Mets and Staying Brothers

mets winning 2015 nlds
Yesterday, my brothers and I were texting each other like giddy teenage girls while watching the cuticle-chewing decisive fifth game of NLDS (National League Division Series) with our hometown team, New York Mets, taking a single run lead to the ninth.
-Let’s do this!
-I can’t watch, need to flip to football
-Dang unwatchable but Familia nasty
-Haha!
 
Our texting didn’t have the curt eloquence of teens who can share their complex emotions with mere consonants. But it carried us back to our pastiche living room in Flushing, New York. Pressing “send” felt like a high five. I could see my youngest brother Luke running out of the room because of the unbearable suspense building as Familia winds up for a pitch.
 
I am 43, but I became 14 and we were children again watching our childhood favorite team, “New York Mets.”
 
When we came to America in 1980, we fell in love with the game of baseball and the New York Mets. I saw them on TV and they were larger than life. But they were one of us because they played in our backyard because Shea Stadium just one train stop away and it had that classic Flushing look of strewn old newspapers and brown bags swishing around the parking lot. We could run into the players on the 7 train or catch them while window shopping on Main Street.
 
We must have caught every Mets game that played in public channel because it only happened weekly (these were days before cable and internet). And if there was a rain delay we sat through the Mets history rerun videos, the story of their ’62 start, their endearing losing season with Casey Stengle’s stodgy humor, the underdog you loved the more things didn’t go their way.
 
We saw videos of their amazing ’69 run, only seven years old and an improbable win over the stunned Baltimore Orioles that earned them the nickname “Amazin” which has become their permanent title. We weren’t even born that year! But we felt we lived those years. One of the benefits of a memory system that is faulty and wide open: connecting by confusing what you experienced with what you saw, until the story gets all tangled and you can’t tell what is your history and what is not. By learning the Mets’ history it became my history. We were not immigrants who jumped into the American experiment in the 80s. We were here since the 60s with the birth of the Mets.
 
It was a subconscious way of making ourselves American, prove our citizenship through remembrance of pitchers and not just presidents because baseball is what Americans do while memorizing presidents is what immigrants do to get their citizenship paper.
 
family with young mother
But it wasn’t just the American identity we were pursuing. Mets gave us a ritual around which the three brothers can spend time together and knead a group identity. Growing up in New York, we were constantly reminded that we were different. Different in our complexion and speech, different from our classmates, different from pedestrians we passed walking to and from school. We were different from our parents who kept holding onto Korean way of living while we were shedding it as fast as Big Mac wrapping paper. And we were different from each other, perhaps the saddest realization. Though we shared our parent’s genes and home, and experiencing the same type of anti-Asian discrimination, yet we were different physically with our own puberty pacing, different in our personality, in our passions and preferences. We started hanging out with a different circle of friends. It was the process of maturing, with seemed to require carving our self-identity by separating from those closest to us.
 
But NY Mets was the one shared passion. Their victories were our shared joy, their losses were our endearing pain. And pain when shared can be a powerful epoxy. NY Mets was one way of saying we are brothers no matter how our life takes us down different and divergin paths.
 
We are living in the far flung corners of the State now: Luke in New York, Daniel in Seattle, and myself in Raleigh. We can’t drive for a thanksgiving dinner. Our lives are as different as our worldviews and politics. But as we watched Familia strike out the last out on three straight pitches and we texted our exhilaration, we were together again, as brothers.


* **WHAT IS NEEDED**
Print each record below precisely, with every picture left out of the copy.
Top of MATERIAL FOR THE TASK
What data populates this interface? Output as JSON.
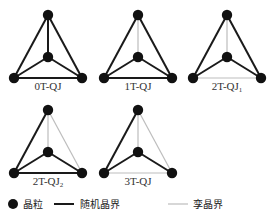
{
  "colors": {
    "random_boundary": "#1a1a1a",
    "twin_boundary": "#bdbdbd",
    "grain": "#111111"
  },
  "diagrams": [
    {
      "label": "0T-QJ",
      "sub": "",
      "twin_edges": []
    },
    {
      "label": "1T-QJ",
      "sub": "",
      "twin_edges": [
        "top-center"
      ]
    },
    {
      "label": "2T-QJ",
      "sub": "1",
      "twin_edges": [
        "top-center",
        "bl-br"
      ]
    },
    {
      "label": "2T-QJ",
      "sub": "2",
      "twin_edges": [
        "top-center",
        "top-br"
      ]
    },
    {
      "label": "3T-QJ",
      "sub": "",
      "twin_edges": [
        "top-center",
        "top-br",
        "bl-br"
      ]
    }
  ],
  "legend": {
    "grain": "晶粒",
    "random_boundary": "随机晶界",
    "twin_boundary": "孪晶界"
  }
}
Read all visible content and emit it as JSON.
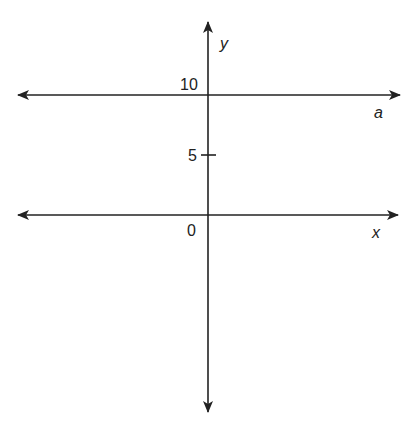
{
  "diagram": {
    "type": "coordinate-plane",
    "axes": {
      "x_label": "x",
      "y_label": "y"
    },
    "ticks": [
      {
        "value": 10,
        "label": "10"
      },
      {
        "value": 5,
        "label": "5"
      },
      {
        "value": 0,
        "label": "0"
      }
    ],
    "lines": [
      {
        "name": "a",
        "label": "a",
        "equation": "y = 10"
      }
    ],
    "colors": {
      "stroke": "#222222",
      "background": "#ffffff"
    }
  }
}
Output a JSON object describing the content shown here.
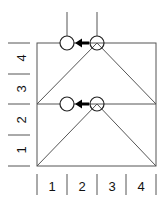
{
  "diagram": {
    "grid": {
      "cols": 4,
      "rows": 4
    },
    "left_axis": {
      "labels": [
        "4",
        "3",
        "2",
        "1"
      ]
    },
    "bottom_axis": {
      "labels": [
        "1",
        "2",
        "3",
        "4"
      ]
    },
    "layers": [
      {
        "name": "top",
        "arrow_direction": "left"
      },
      {
        "name": "bottom",
        "arrow_direction": "left"
      }
    ],
    "colors": {
      "line": "#555555",
      "arrow": "#000000",
      "text": "#111111"
    }
  }
}
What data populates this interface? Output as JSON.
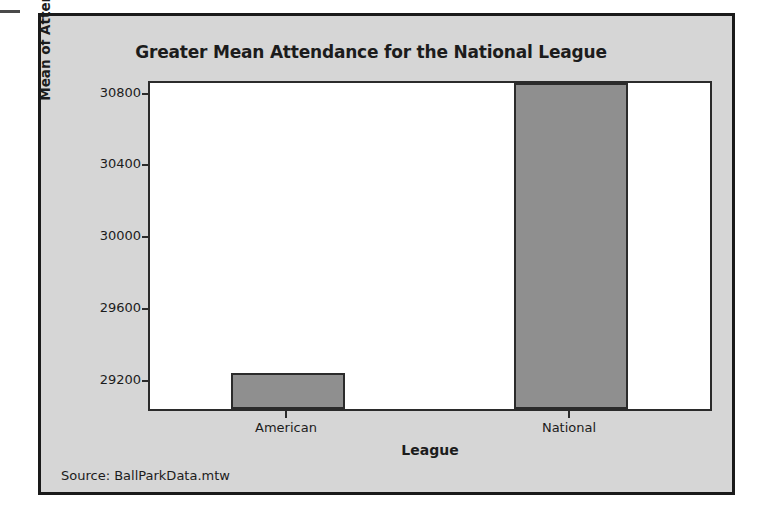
{
  "chart_data": {
    "type": "bar",
    "title": "Greater Mean Attendance for the National League",
    "xlabel": "League",
    "ylabel": "Mean of Attendance",
    "categories": [
      "American",
      "National"
    ],
    "values": [
      29230,
      30850
    ],
    "ylim": [
      29030,
      30870
    ],
    "yticks": [
      29200,
      29600,
      30000,
      30400,
      30800
    ],
    "ytick_labels": [
      "29200",
      "29600",
      "30000",
      "30400",
      "30800"
    ],
    "grid": false,
    "legend": "none",
    "bar_fill_color": "#8f8f8f",
    "bar_border_color": "#2b2b2b",
    "plot_background_color": "#ffffff",
    "panel_background_color": "#d6d6d6",
    "text_color": "#1c1c1c"
  },
  "footer": {
    "source_note": "Source: BallParkData.mtw"
  }
}
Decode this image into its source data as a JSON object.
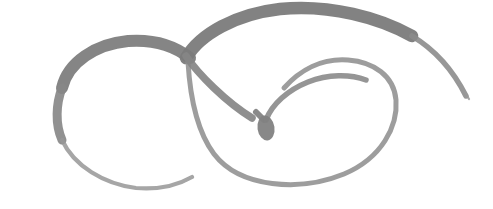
{
  "image": {
    "title": "Continuous-line spiral loop sketch",
    "subject": "abstract doodle of two interlocking loops ending in a teardrop",
    "medium": "pencil / charcoal scan",
    "width_px": 493,
    "height_px": 209,
    "background_color": "#ffffff",
    "ink_color": "#808080",
    "ink_color_dark": "#6f6f6f",
    "ink_color_light": "#9a9a9a",
    "texture": "dithered halftone grain"
  },
  "strokes": [
    {
      "name": "outer-top-arc",
      "description": "thick dark arc sweeping across the top from the crossing to the upper right",
      "path": "M 186 58 C 200 34 236 14 280 9 C 330 4 380 18 412 36",
      "width": 12.5,
      "color": "#7b7b7b",
      "opacity": 0.95
    },
    {
      "name": "upper-right-tail",
      "description": "tapering tail descending to a fine point at the right edge",
      "path": "M 412 36 C 432 48 452 68 466 96",
      "width": 5.5,
      "color": "#8c8c8c",
      "opacity": 0.9
    },
    {
      "name": "upper-right-tail-tip",
      "description": "very fine tapered terminus of the right tail",
      "path": "M 458 82 C 462 88 466 94 469 99",
      "width": 2.2,
      "color": "#999999",
      "opacity": 0.85
    },
    {
      "name": "left-loop-top",
      "description": "thick upper arc of the large left loop running into the crossing",
      "path": "M 62 88 C 68 62 96 44 128 41 C 156 39 176 47 190 58",
      "width": 12.0,
      "color": "#7e7e7e",
      "opacity": 0.95
    },
    {
      "name": "left-loop-left",
      "description": "left flank of the large left loop, thinning downward",
      "path": "M 62 88 C 56 104 55 124 62 140",
      "width": 9.0,
      "color": "#888888",
      "opacity": 0.92
    },
    {
      "name": "left-loop-bottom",
      "description": "thin lower arc of the left loop tapering to a point",
      "path": "M 62 140 C 74 166 104 184 136 188 C 160 190 178 185 192 177",
      "width": 4.2,
      "color": "#969696",
      "opacity": 0.85
    },
    {
      "name": "left-loop-bottom-tip",
      "description": "faint tapered end of the left loop's bottom arc",
      "path": "M 180 183 C 186 181 190 179 193 177",
      "width": 2.0,
      "color": "#a5a5a5",
      "opacity": 0.8
    },
    {
      "name": "crossing-descender",
      "description": "stroke descending diagonally from the crossing toward the teardrop",
      "path": "M 186 56 C 198 74 226 102 252 118",
      "width": 7.5,
      "color": "#858585",
      "opacity": 0.92
    },
    {
      "name": "right-loop-outer",
      "description": "large right loop sweeping from the crossing down around and back up",
      "path": "M 188 62 C 190 96 196 130 214 154 C 240 188 300 192 344 174 C 382 158 398 126 396 100 C 394 76 374 62 348 60 C 322 58 300 70 284 88",
      "width": 5.0,
      "color": "#909090",
      "opacity": 0.88
    },
    {
      "name": "spiral-inner-arm",
      "description": "inner spiral arm curving from the teardrop up and right",
      "path": "M 266 120 C 272 104 288 90 308 82 C 328 74 350 74 366 80",
      "width": 5.5,
      "color": "#8a8a8a",
      "opacity": 0.9
    },
    {
      "name": "teardrop-stem",
      "description": "short stem joining the descender into the teardrop blob",
      "path": "M 256 112 L 264 120",
      "width": 6.0,
      "color": "#808080",
      "opacity": 0.92
    }
  ],
  "teardrop": {
    "name": "center-teardrop-blob",
    "description": "filled oval blob terminating the spiral at the centre",
    "cx": 266,
    "cy": 128,
    "rx": 8.5,
    "ry": 12.5,
    "rotation": -8,
    "color": "#828282",
    "opacity": 0.95
  }
}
Bottom of MATERIAL FOR THE TASK
* **REPLY**
What data populates this interface? Output as JSON.
{
  "colors": {
    "random_boundary": "#1a1a1a",
    "twin_boundary": "#bdbdbd",
    "grain": "#111111"
  },
  "diagrams": [
    {
      "label": "0T-QJ",
      "sub": "",
      "twin_edges": []
    },
    {
      "label": "1T-QJ",
      "sub": "",
      "twin_edges": [
        "top-center"
      ]
    },
    {
      "label": "2T-QJ",
      "sub": "1",
      "twin_edges": [
        "top-center",
        "bl-br"
      ]
    },
    {
      "label": "2T-QJ",
      "sub": "2",
      "twin_edges": [
        "top-center",
        "top-br"
      ]
    },
    {
      "label": "3T-QJ",
      "sub": "",
      "twin_edges": [
        "top-center",
        "top-br",
        "bl-br"
      ]
    }
  ],
  "legend": {
    "grain": "晶粒",
    "random_boundary": "随机晶界",
    "twin_boundary": "孪晶界"
  }
}
Read all visible content and emit it as JSON.
{
  "diagram": {
    "type": "coordinate-plane",
    "axes": {
      "x_label": "x",
      "y_label": "y"
    },
    "ticks": [
      {
        "value": 10,
        "label": "10"
      },
      {
        "value": 5,
        "label": "5"
      },
      {
        "value": 0,
        "label": "0"
      }
    ],
    "lines": [
      {
        "name": "a",
        "label": "a",
        "equation": "y = 10"
      }
    ],
    "colors": {
      "stroke": "#222222",
      "background": "#ffffff"
    }
  }
}
Output a JSON object describing the content shown here.
{
  "diagram": {
    "grid": {
      "cols": 4,
      "rows": 4
    },
    "left_axis": {
      "labels": [
        "4",
        "3",
        "2",
        "1"
      ]
    },
    "bottom_axis": {
      "labels": [
        "1",
        "2",
        "3",
        "4"
      ]
    },
    "layers": [
      {
        "name": "top",
        "arrow_direction": "left"
      },
      {
        "name": "bottom",
        "arrow_direction": "left"
      }
    ],
    "colors": {
      "line": "#555555",
      "arrow": "#000000",
      "text": "#111111"
    }
  }
}
What data populates this interface? Output as JSON.
{
  "chart_data": {
    "type": "bar",
    "title": "Greater Mean Attendance for the National League",
    "xlabel": "League",
    "ylabel": "Mean of Attendance",
    "categories": [
      "American",
      "National"
    ],
    "values": [
      29230,
      30850
    ],
    "ylim": [
      29030,
      30870
    ],
    "yticks": [
      29200,
      29600,
      30000,
      30400,
      30800
    ],
    "ytick_labels": [
      "29200",
      "29600",
      "30000",
      "30400",
      "30800"
    ],
    "grid": false,
    "legend": "none",
    "bar_fill_color": "#8f8f8f",
    "bar_border_color": "#2b2b2b",
    "plot_background_color": "#ffffff",
    "panel_background_color": "#d6d6d6",
    "text_color": "#1c1c1c"
  },
  "footer": {
    "source_note": "Source: BallParkData.mtw"
  }
}
Decode this image into its source data as a JSON object.
{
  "image": {
    "title": "Continuous-line spiral loop sketch",
    "subject": "abstract doodle of two interlocking loops ending in a teardrop",
    "medium": "pencil / charcoal scan",
    "width_px": 493,
    "height_px": 209,
    "background_color": "#ffffff",
    "ink_color": "#808080",
    "ink_color_dark": "#6f6f6f",
    "ink_color_light": "#9a9a9a",
    "texture": "dithered halftone grain"
  },
  "strokes": [
    {
      "name": "outer-top-arc",
      "description": "thick dark arc sweeping across the top from the crossing to the upper right",
      "path": "M 186 58 C 200 34 236 14 280 9 C 330 4 380 18 412 36",
      "width": 12.5,
      "color": "#7b7b7b",
      "opacity": 0.95
    },
    {
      "name": "upper-right-tail",
      "description": "tapering tail descending to a fine point at the right edge",
      "path": "M 412 36 C 432 48 452 68 466 96",
      "width": 5.5,
      "color": "#8c8c8c",
      "opacity": 0.9
    },
    {
      "name": "upper-right-tail-tip",
      "description": "very fine tapered terminus of the right tail",
      "path": "M 458 82 C 462 88 466 94 469 99",
      "width": 2.2,
      "color": "#999999",
      "opacity": 0.85
    },
    {
      "name": "left-loop-top",
      "description": "thick upper arc of the large left loop running into the crossing",
      "path": "M 62 88 C 68 62 96 44 128 41 C 156 39 176 47 190 58",
      "width": 12.0,
      "color": "#7e7e7e",
      "opacity": 0.95
    },
    {
      "name": "left-loop-left",
      "description": "left flank of the large left loop, thinning downward",
      "path": "M 62 88 C 56 104 55 124 62 140",
      "width": 9.0,
      "color": "#888888",
      "opacity": 0.92
    },
    {
      "name": "left-loop-bottom",
      "description": "thin lower arc of the left loop tapering to a point",
      "path": "M 62 140 C 74 166 104 184 136 188 C 160 190 178 185 192 177",
      "width": 4.2,
      "color": "#969696",
      "opacity": 0.85
    },
    {
      "name": "left-loop-bottom-tip",
      "description": "faint tapered end of the left loop's bottom arc",
      "path": "M 180 183 C 186 181 190 179 193 177",
      "width": 2.0,
      "color": "#a5a5a5",
      "opacity": 0.8
    },
    {
      "name": "crossing-descender",
      "description": "stroke descending diagonally from the crossing toward the teardrop",
      "path": "M 186 56 C 198 74 226 102 252 118",
      "width": 7.5,
      "color": "#858585",
      "opacity": 0.92
    },
    {
      "name": "right-loop-outer",
      "description": "large right loop sweeping from the crossing down around and back up",
      "path": "M 188 62 C 190 96 196 130 214 154 C 240 188 300 192 344 174 C 382 158 398 126 396 100 C 394 76 374 62 348 60 C 322 58 300 70 284 88",
      "width": 5.0,
      "color": "#909090",
      "opacity": 0.88
    },
    {
      "name": "spiral-inner-arm",
      "description": "inner spiral arm curving from the teardrop up and right",
      "path": "M 266 120 C 272 104 288 90 308 82 C 328 74 350 74 366 80",
      "width": 5.5,
      "color": "#8a8a8a",
      "opacity": 0.9
    },
    {
      "name": "teardrop-stem",
      "description": "short stem joining the descender into the teardrop blob",
      "path": "M 256 112 L 264 120",
      "width": 6.0,
      "color": "#808080",
      "opacity": 0.92
    }
  ],
  "teardrop": {
    "name": "center-teardrop-blob",
    "description": "filled oval blob terminating the spiral at the centre",
    "cx": 266,
    "cy": 128,
    "rx": 8.5,
    "ry": 12.5,
    "rotation": -8,
    "color": "#828282",
    "opacity": 0.95
  }
}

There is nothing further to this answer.